Cap and Share[1] is a regulatory and economic framework for controlling the use of fossil fuels in relation to climate stabilisation.
Originally developed by Feasta (the Foundation for the Economics of Sustainability), the foundation believed that climate change is a global problem and that there is a need to cap and reduce greenhouse gas emissions globally, the philosophy of Cap and Share maintains that the Earth's atmosphere is a fundamental common resource.
Given the vast discrepancies in fossil fuel use between the wealthy and poor on a global level, Cap and Share would have a highly progressive economic effect, reducing inequality and helping to support climate justice and the energy transition in the Global South.
In the variant which Feasta is currently promoting, fossil fuel companies would be obliged to buy a limited number of permits for their production (or imports, in a non-global system) each year, and the funds generated by the permit sales would then be shared out to the population on a per-capita basis.
[5] The book includes a paper by the late economist Richard Douthwaite, entitled "Time for some optimism about the climate crisis".

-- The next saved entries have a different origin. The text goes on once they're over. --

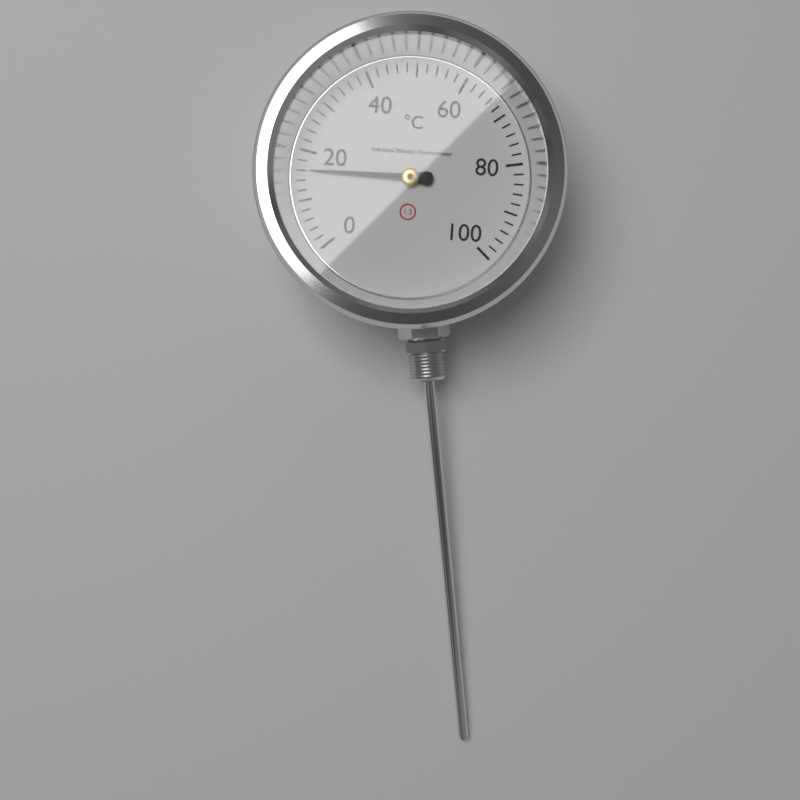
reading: 16 °C
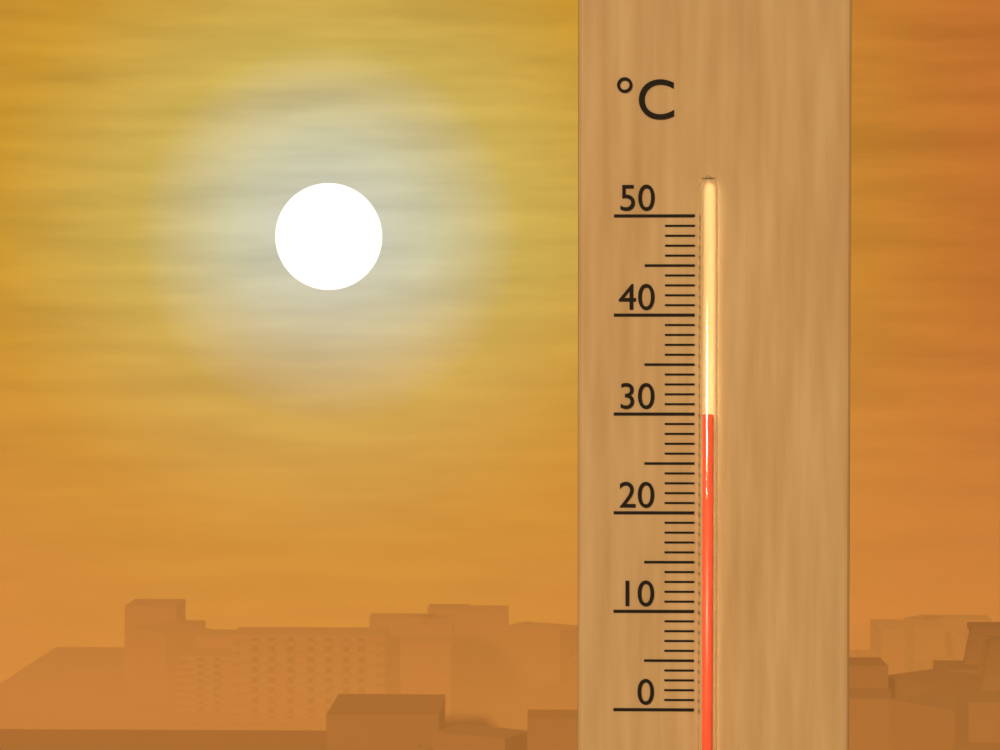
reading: 30 °C
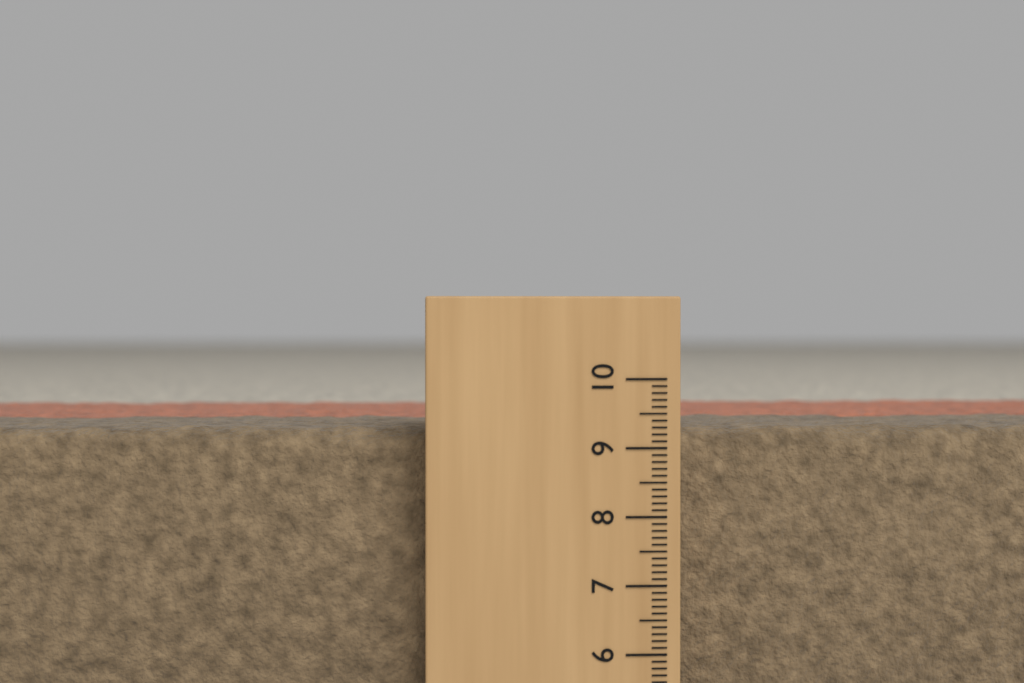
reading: 9.3 (no unit)
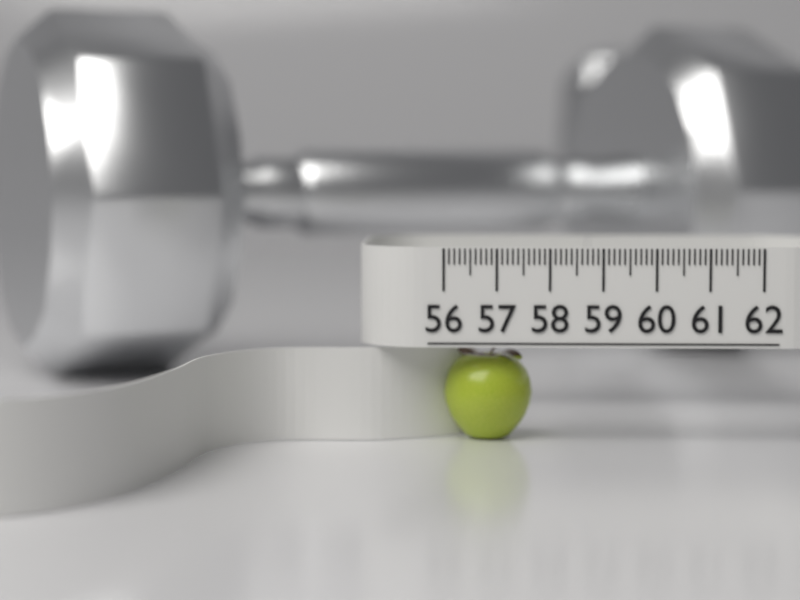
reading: 57.7 (no unit)
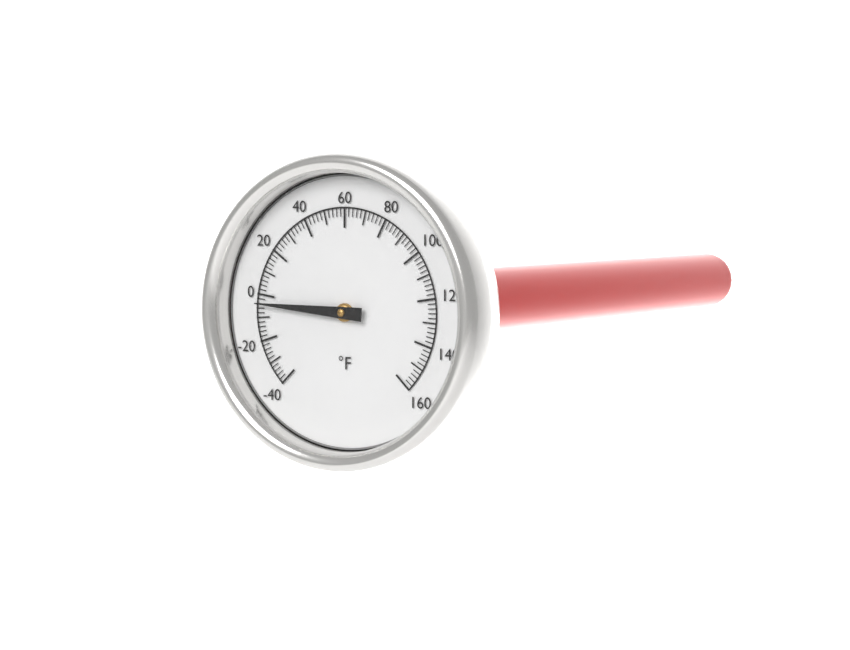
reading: -4 °F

The recipients would then sell their certificates through the banking system to oil, coal and gas producers who would need to acquire enough of them to cover the carbon dioxide emissions that would be emitted from all of the fossil fuel they sold.
Cap and Share is partly an extension and popularisation of the Contraction and Convergence proposal developed by the Global Commons Institute, which also calls for an equal per capita distribution of emissions.
From their perspective, a definite, substantial decrease in greenhouse gas emissions, carried out in an equitable way so that the poor are not adversely affected, is well worth a possible decrease in aggregate "welfare" as measured by GDP (a highly problematic instrument for measuring wellbeing[14]).
Nuclear, solar, wind, and hydroelectric power industries are all likely to become more attractive options if governments implemented economic consequences on utilizing fuel sources that expel carbon dioxide.